Scholars trying to reconstruct the Neolithic societies of Europe, especially regarding trade, early agricultural settlement, and the movement of people, would profit by studying the valley of the Missouri River. Here we have a mixture of first-person eye-witness sources and archaeological data that shows us much about the interaction of nomadic and agricultural peoples, which Old-World historians could learn a lot from, if they bothered to look. The relevance to understanding the European Neolithic seems to me obvious, but the parallels and examples have not been explored or exploited. Exactly why this is, so, I’m not sure. But of particular relevance is the detailed knowledge we have of Mandan and Hidatsa trade: the products involved, how they moved, how far, how many people where involved, and with what economic concepts and processes. They do not at all resemble the picture conjured up by historians in the Old World of How Things Must Have Been Done. One cannot prove, of course, that the European Neolithic farmers, hunter-gatherers, and nomads had the same kind of economy as existed in the center of North America in a later period, but the data certainly is relevant to guessing what was likely or probable.

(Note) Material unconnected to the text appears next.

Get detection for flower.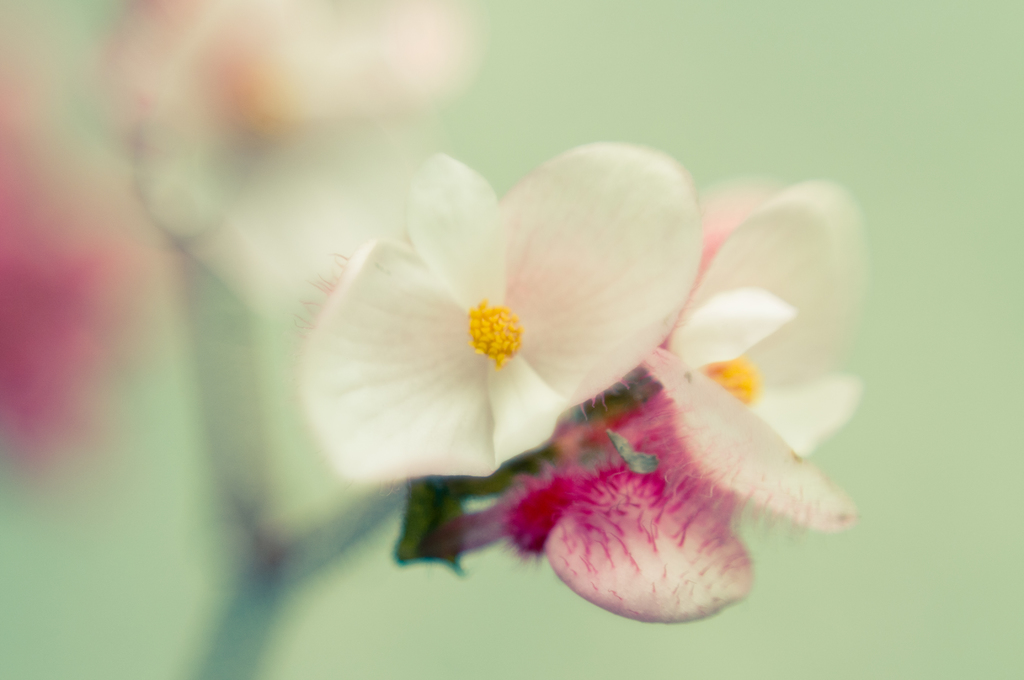
Detection: [294,148,706,490].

The Mandan and Hidatsa presided over a network of trade that extended over a large portion of the continent. It was real and explicit trade, not ceremonial gift exchange or the accidental drifting of objects from location to location. It was based on moving large quantities of food products and other utilitarian goods, aimed at a broad market, not merely at elites. Prestige objects and trinkets rode on top of this more mundane economic activity. They were not its raison‑d’être. Trading took place through trade fairs drawing visitors and customers over hundreds of kilometers, and products traveled over thousands of kilometers by small numbers of large-scale exchange jumps, not by large numbers of small ones. Mandan and Hidatsa traders manufactured and sold goods specifically for this type of trade, and were well-informed in geography, trade routes, and economic conditions over a huge area. Entrepreneurial activity, individual private property, investment, import replacement, contract law, and many other concepts that are supposed to be “modern” or (even more ridiculously) “Western”, were all concepts well understood and practiced in Native America, long before any contact with Europeans. None of these activities required the presence of kings or nobility, or of a rigid, hierarchical society. The Mandan and Hidatsa had none of these, though their Upper Missouri farm lands was dotted with large, well-built towns.
Surely, these facts should give us something to think about when we speculate on how trade and the introduction of farming took place in ancient Europe.